Warning: Spoilers are ahead for the season eight of The Walking Dead. Keep reading at your own risk.
This weekâs episode, âThe Lost and the Plunderers,â gives us a glimpse of life after Carl Grimes, and it seems pretty bleak. Carl represented a potential hope for the future, and while not every character in âPlunderersâ cares that heâs gone, the episode still revolves around a feeling of inertia and hopelessness. Itâs broken up into several short vignettes, with each focusing, in turn, on Michonne, Enid, Jadis, Rick, Simon, and Negan. Â
These shorts vary in effectiveness and emotional pull, but three in particular stand out. In one, we finally see Jadis break âcharacter,â as Ezekiel did, after Simon and the Saviors suddenly massacre her people. Will Jadis grow as a character or is she doomed to die atop that trash compactor? Another segment features Rick calling Negan to tell him Carl is dead; Negan seems genuinely mournful at first, but the two fail to come to any sort of reconciliation. Finally, with all of Neganâs lieutenants dead or missing, and Alexandria and the Hilltop still openly rebelling, Simon confronts Negan about his methods: why even âsaveâ people? Why is Negan so adamant that his system of government is the right way?
We see in âPlunderersâ that Simon doesnât have any better solution for establishing order than Negan does, but itâs worth exploring Neganâs belief system. How is Neganâs society supposed to work? Why does he think it works? And why does he even feel there needs to be a unified order?
In season seven we got a glimpse inside of Neganâs Sanctuary, a community that exists within a dusty old factory. Itâs clear that the Sanctuary has a rigid hierarchy in place. There are the captured prisoners, whose job seems to be to âmaintainâ the walker yard outside; the workers, who live on the ground floor (literally, on the floor) of the factory and provide menial labor; the Saviors, who serve as both the military force and a sort of ruling class, being given their own rooms and special amenities; Neganâs harem of unwilling wives, who can move more freely within the Sanctuary than the workers, but who are indentured in their own way; and Negan himself, the despotic king.
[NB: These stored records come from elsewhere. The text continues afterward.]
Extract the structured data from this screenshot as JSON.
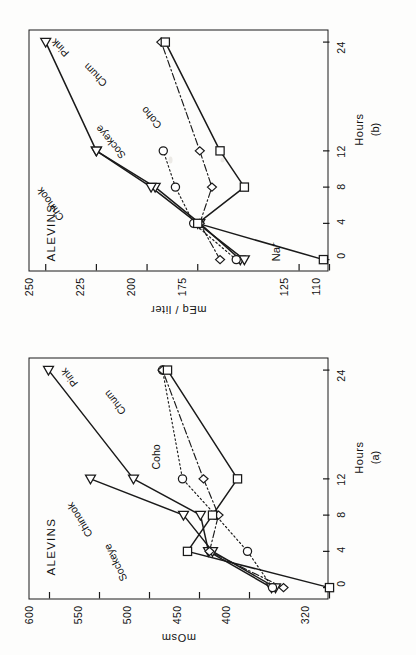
{
  "figure": {
    "group_label": "ALEVINS",
    "x_axis_title": "Hours",
    "x_ticks": [
      0,
      4,
      8,
      12,
      24
    ],
    "x_tick_labels": [
      "0",
      "4",
      "8",
      "12",
      "24"
    ],
    "series_names": [
      "Chinook",
      "Sockeye",
      "Coho",
      "Chum",
      "Pink"
    ],
    "line_color": "#1a1a1a",
    "background": "#fdfdfc"
  },
  "chart_data": [
    {
      "type": "line",
      "panel": "(a)",
      "title": "",
      "ylabel": "mOsm",
      "xlabel": "Hours",
      "x": [
        0,
        4,
        8,
        12,
        24
      ],
      "xlim": [
        -1.2,
        25.5
      ],
      "ylim": [
        320,
        620
      ],
      "yticks": [
        320,
        400,
        450,
        500,
        550,
        600
      ],
      "ytick_labels": [
        "320",
        "400",
        "450",
        "500",
        "550",
        "600"
      ],
      "grid": false,
      "legend": "inline-labels",
      "series": [
        {
          "name": "Chinook",
          "marker": "triangle-left",
          "linestyle": "solid",
          "x": [
            0,
            4,
            8,
            12,
            24
          ],
          "values": [
            378,
            441,
            449,
            516,
            601
          ]
        },
        {
          "name": "Sockeye",
          "marker": "triangle-left",
          "linestyle": "solid",
          "x": [
            0,
            4,
            8,
            12
          ],
          "values": [
            374,
            437,
            466,
            559
          ]
        },
        {
          "name": "Coho",
          "marker": "circle",
          "linestyle": "dotted",
          "x": [
            0,
            4,
            8,
            12,
            24
          ],
          "values": [
            377,
            402,
            434,
            467,
            487
          ]
        },
        {
          "name": "Chum",
          "marker": "diamond",
          "linestyle": "dashdot",
          "x": [
            0,
            4,
            8,
            12,
            24
          ],
          "values": [
            366,
            440,
            431,
            446,
            487
          ]
        },
        {
          "name": "Pink",
          "marker": "square",
          "linestyle": "solid",
          "x": [
            0,
            4,
            8,
            12,
            24
          ],
          "values": [
            320,
            462,
            437,
            412,
            482
          ]
        }
      ],
      "inline_labels": [
        "Chinook",
        "Sockeye",
        "Coho",
        "Chum",
        "Pink"
      ]
    },
    {
      "type": "line",
      "panel": "(b)",
      "title": "",
      "ion": "Na+",
      "ylabel": "mEq / liter",
      "xlabel": "Hours",
      "x": [
        0,
        4,
        8,
        12,
        24
      ],
      "xlim": [
        -1.2,
        25.5
      ],
      "ylim": [
        110,
        258
      ],
      "yticks": [
        110,
        125,
        175,
        200,
        225,
        250
      ],
      "ytick_labels": [
        "110",
        "125",
        "175",
        "200",
        "225",
        "250"
      ],
      "grid": false,
      "legend": "inline-labels",
      "series": [
        {
          "name": "Chinook",
          "marker": "triangle-left",
          "linestyle": "solid",
          "x": [
            0,
            4,
            8,
            12,
            24
          ],
          "values": [
            154,
            174,
            196,
            225,
            250
          ]
        },
        {
          "name": "Sockeye",
          "marker": "triangle-left",
          "linestyle": "solid",
          "x": [
            0,
            4,
            8,
            12
          ],
          "values": [
            152,
            175,
            198,
            225
          ]
        },
        {
          "name": "Coho",
          "marker": "circle",
          "linestyle": "dotted",
          "x": [
            0,
            4,
            8,
            12
          ],
          "values": [
            156,
            177,
            186,
            192
          ]
        },
        {
          "name": "Chum",
          "marker": "diamond",
          "linestyle": "dashdot",
          "x": [
            0,
            4,
            8,
            12,
            24
          ],
          "values": [
            164,
            174,
            168,
            174,
            193
          ]
        },
        {
          "name": "Pink",
          "marker": "square",
          "linestyle": "solid",
          "x": [
            0,
            4,
            8,
            12,
            24
          ],
          "values": [
            113,
            175,
            152,
            164,
            191
          ]
        }
      ],
      "inline_labels": [
        "Chinook",
        "Sockeye",
        "Coho",
        "Chum",
        "Pink"
      ]
    }
  ],
  "panel_a": {
    "letter": "(a)",
    "ylabel": "mOsm",
    "xlabel": "Hours",
    "group_label": "ALEVINS",
    "labels": {
      "chinook": "Chinook",
      "sockeye": "Sockeye",
      "coho": "Coho",
      "chum": "Chum",
      "pink": "Pink"
    },
    "yticks": [
      "600",
      "550",
      "500",
      "450",
      "400",
      "320"
    ],
    "xticks": [
      "0",
      "4",
      "8",
      "12",
      "24"
    ]
  },
  "panel_b": {
    "letter": "(b)",
    "ion_label": "Na",
    "ion_superscript": "+",
    "ylabel": "mEq / liter",
    "xlabel": "Hours",
    "group_label": "ALEVINS",
    "labels": {
      "chinook": "Chinook",
      "sockeye": "Sockeye",
      "coho": "Coho",
      "chum": "Chum",
      "pink": "Pink"
    },
    "yticks": [
      "250",
      "225",
      "200",
      "175",
      "125",
      "110"
    ],
    "xticks": [
      "0",
      "4",
      "8",
      "12",
      "24"
    ]
  }
}
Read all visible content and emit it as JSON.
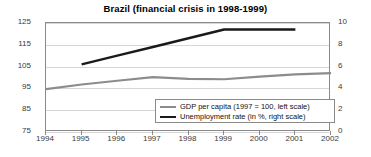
{
  "chart_data": {
    "type": "line",
    "title": "Brazil (financial crisis in 1998-1999)",
    "xlabel": "",
    "ylabel": "",
    "x": [
      1994,
      1995,
      1996,
      1997,
      1998,
      1999,
      2000,
      2001,
      2002
    ],
    "xlim": [
      1994,
      2002
    ],
    "xticks": [
      "1994",
      "1995",
      "1996",
      "1997",
      "1998",
      "1999",
      "2000",
      "2001",
      "2002"
    ],
    "grid": true,
    "legend_position": "bottom-center",
    "axes": [
      {
        "id": "left",
        "label": "GDP per capita (1997 = 100)",
        "ylim": [
          75,
          125
        ],
        "yticks": [
          "75",
          "85",
          "95",
          "105",
          "115",
          "125"
        ],
        "ytick_values": [
          75,
          85,
          95,
          105,
          115,
          125
        ]
      },
      {
        "id": "right",
        "label": "Unemployment rate (in %)",
        "ylim": [
          0,
          10
        ],
        "yticks": [
          "0",
          "2",
          "4",
          "6",
          "8",
          "10"
        ],
        "ytick_values": [
          0,
          2,
          4,
          6,
          8,
          10
        ]
      }
    ],
    "series": [
      {
        "name": "GDP per capita (1997 = 100, left scale)",
        "axis": "left",
        "color": "#8c8c8c",
        "x": [
          1994,
          1995,
          1996,
          1997,
          1998,
          1999,
          2000,
          2001,
          2002
        ],
        "values": [
          94.7,
          96.8,
          98.5,
          100.2,
          99.4,
          99.2,
          100.4,
          101.4,
          102.0
        ]
      },
      {
        "name": "Unemployment rate (in %, right scale)",
        "axis": "right",
        "color": "#1a1a1a",
        "x": [
          1995,
          1996,
          1997,
          1998,
          1999,
          2000,
          2001
        ],
        "values": [
          6.2,
          7.0,
          7.8,
          8.6,
          9.4,
          9.4,
          9.4
        ]
      }
    ]
  },
  "legend": {
    "items": [
      {
        "label": "GDP per capita (1997 = 100, left scale)",
        "color": "#8c8c8c"
      },
      {
        "label": "Unemployment rate (in %, right scale)",
        "color": "#1a1a1a"
      }
    ]
  }
}
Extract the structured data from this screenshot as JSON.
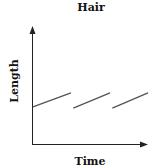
{
  "chart_data": {
    "type": "line",
    "title": "Hair",
    "xlabel": "Time",
    "ylabel": "Length",
    "grid": false,
    "legend": null,
    "axis_ticks": false,
    "series": [
      {
        "name": "segment-1",
        "x": [
          0.0,
          0.33
        ],
        "y": [
          0.32,
          0.44
        ]
      },
      {
        "name": "segment-2",
        "x": [
          0.35,
          0.67
        ],
        "y": [
          0.31,
          0.44
        ]
      },
      {
        "name": "segment-3",
        "x": [
          0.69,
          1.0
        ],
        "y": [
          0.31,
          0.44
        ]
      }
    ],
    "xlim": [
      0,
      1
    ],
    "ylim": [
      0,
      1
    ]
  },
  "colors": {
    "line": "#555555",
    "axis": "#222222"
  }
}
Weâre also told the Sanctuary functions under a point system. The prisoners and workers aim to gain Neganâs favor, and he gives them points that allow them to barter for goods and food. Laura tells Eugene in âHostiles and Calamitiesâ that the Saviors and wives are exempt from this and are given carte blanche. While ComicBook theorizes this makes Neganâs society a communist one, itâs more accurate to say itâs closer to an absolute monarchy, with his kingdom made up of the people heâs conquered. While the Saviorsâ âI am Neganâ slogan would imply a Communist-like structure, Negan was certainly not elected by the workers (and even some of the Saviors, in Dwightâs case); the distribution of goods is incredibly unequal and based on Neganâs whims; and Negan holds ultimate power to do what he likes, as we see when he throws their incredibly valuable doctor into the smelter.
The society is also intensely stratified; the workers sleep on cots in refugee-like conditions while Eugene plays video games up in his own room. Itâs a system practically built to breed dissent. Negan doesnât allow his âsubjectsâ to thrive. Many of them are confined to live in a dark, dank warehouse (which is confusing, considering the apocalypse has opened up a considerable amount of free land). Trapped in a warehouse he overlooks, he can easily control the minutiae of their lives. How is that any better than just making a go for it out in the open?
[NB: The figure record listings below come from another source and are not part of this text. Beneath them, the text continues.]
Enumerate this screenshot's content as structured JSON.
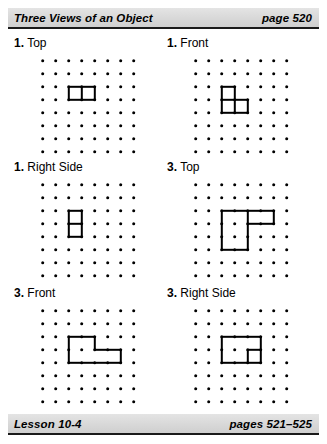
{
  "header": {
    "title": "Three Views of an Object",
    "page_ref": "page 520"
  },
  "footer": {
    "lesson": "Lesson 10-4",
    "page_ref": "pages 521–525"
  },
  "grid": {
    "columns": 8,
    "rows": 8,
    "spacing_px": 13
  },
  "panels": [
    {
      "number": "1.",
      "label": "Top",
      "segments": [
        {
          "dir": "h",
          "col": 2,
          "row": 2,
          "len": 2
        },
        {
          "dir": "h",
          "col": 2,
          "row": 3,
          "len": 2
        },
        {
          "dir": "v",
          "col": 2,
          "row": 2,
          "len": 1
        },
        {
          "dir": "v",
          "col": 3,
          "row": 2,
          "len": 1
        },
        {
          "dir": "v",
          "col": 4,
          "row": 2,
          "len": 1
        }
      ]
    },
    {
      "number": "1.",
      "label": "Front",
      "segments": [
        {
          "dir": "h",
          "col": 2,
          "row": 2,
          "len": 1
        },
        {
          "dir": "h",
          "col": 3,
          "row": 3,
          "len": 1
        },
        {
          "dir": "h",
          "col": 2,
          "row": 3,
          "len": 1
        },
        {
          "dir": "h",
          "col": 2,
          "row": 4,
          "len": 2
        },
        {
          "dir": "v",
          "col": 2,
          "row": 2,
          "len": 2
        },
        {
          "dir": "v",
          "col": 3,
          "row": 2,
          "len": 1
        },
        {
          "dir": "v",
          "col": 3,
          "row": 3,
          "len": 1
        },
        {
          "dir": "v",
          "col": 4,
          "row": 3,
          "len": 1
        }
      ]
    },
    {
      "number": "1.",
      "label": "Right Side",
      "segments": [
        {
          "dir": "h",
          "col": 2,
          "row": 2,
          "len": 1
        },
        {
          "dir": "h",
          "col": 2,
          "row": 3,
          "len": 1
        },
        {
          "dir": "h",
          "col": 2,
          "row": 4,
          "len": 1
        },
        {
          "dir": "v",
          "col": 2,
          "row": 2,
          "len": 2
        },
        {
          "dir": "v",
          "col": 3,
          "row": 2,
          "len": 2
        }
      ]
    },
    {
      "number": "3.",
      "label": "Top",
      "segments": [
        {
          "dir": "h",
          "col": 2,
          "row": 2,
          "len": 4
        },
        {
          "dir": "h",
          "col": 4,
          "row": 3,
          "len": 2
        },
        {
          "dir": "h",
          "col": 2,
          "row": 5,
          "len": 2
        },
        {
          "dir": "v",
          "col": 2,
          "row": 2,
          "len": 3
        },
        {
          "dir": "v",
          "col": 4,
          "row": 2,
          "len": 3
        },
        {
          "dir": "v",
          "col": 6,
          "row": 2,
          "len": 1
        }
      ]
    },
    {
      "number": "3.",
      "label": "Front",
      "segments": [
        {
          "dir": "h",
          "col": 2,
          "row": 2,
          "len": 2
        },
        {
          "dir": "h",
          "col": 4,
          "row": 3,
          "len": 2
        },
        {
          "dir": "h",
          "col": 2,
          "row": 4,
          "len": 4
        },
        {
          "dir": "v",
          "col": 2,
          "row": 2,
          "len": 2
        },
        {
          "dir": "v",
          "col": 4,
          "row": 2,
          "len": 1
        },
        {
          "dir": "v",
          "col": 6,
          "row": 3,
          "len": 1
        }
      ]
    },
    {
      "number": "3.",
      "label": "Right Side",
      "segments": [
        {
          "dir": "h",
          "col": 2,
          "row": 2,
          "len": 3
        },
        {
          "dir": "h",
          "col": 4,
          "row": 3,
          "len": 1
        },
        {
          "dir": "h",
          "col": 2,
          "row": 4,
          "len": 3
        },
        {
          "dir": "v",
          "col": 2,
          "row": 2,
          "len": 2
        },
        {
          "dir": "v",
          "col": 4,
          "row": 3,
          "len": 1
        },
        {
          "dir": "v",
          "col": 5,
          "row": 2,
          "len": 2
        }
      ]
    }
  ]
}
Neganâs methodology looks increasingly more medieval when you look at how he deals with other towns like the Kingdom and Hilltop. Here the relationship mirrors more of a feudal system, with Negan demanding resources in exchange for what he claims is protection. This trade-off is incredibly unequal and baffling though, as we donât see any Saviors stationed within the Kingdom or Hilltopâs walls. How is Negan supposed to protect them if theyâre suddenly overrun? In season sevenâs âGo Getters,â the Saviors show up at Hilltop to reiterate that they provide zombie-killing services, but this is after they themselves unleashed walkers into the town at night, and Maggie and Sasha had to deal with it. With their metal gates, Alexandria and the Kingdom also seemed unlikely to have to deal with random walkers getting in, so this system was only ever built to benefit Negan and his most fanatical Saviors. Negan is trying to impose a ruling class on people who quite literally donât need or want it.
And then of course, on top of all that, Negan beats to death members of each group, and separates husbands from wives, as a way of keeping everyone in line. Itâs a fantastically bad system, and Simon is right in questioning its merits (even though his conclusion is wrong).
Negan is, at the end the day, a colonizer and a conqueror, a despot and a tyrant. His entire system breeds insurgency, not loyalty; fear is a powerful motivator, but so is revenge. Itâs perhaps unsurprising that finally realizing his system is terrible is what causes Rick to get the drop on him in the comics. Weâll have to see how it plays out between Rick and Negan in the show, but suffice to say, Negan is in the wrong here, and itâs only a matter of time.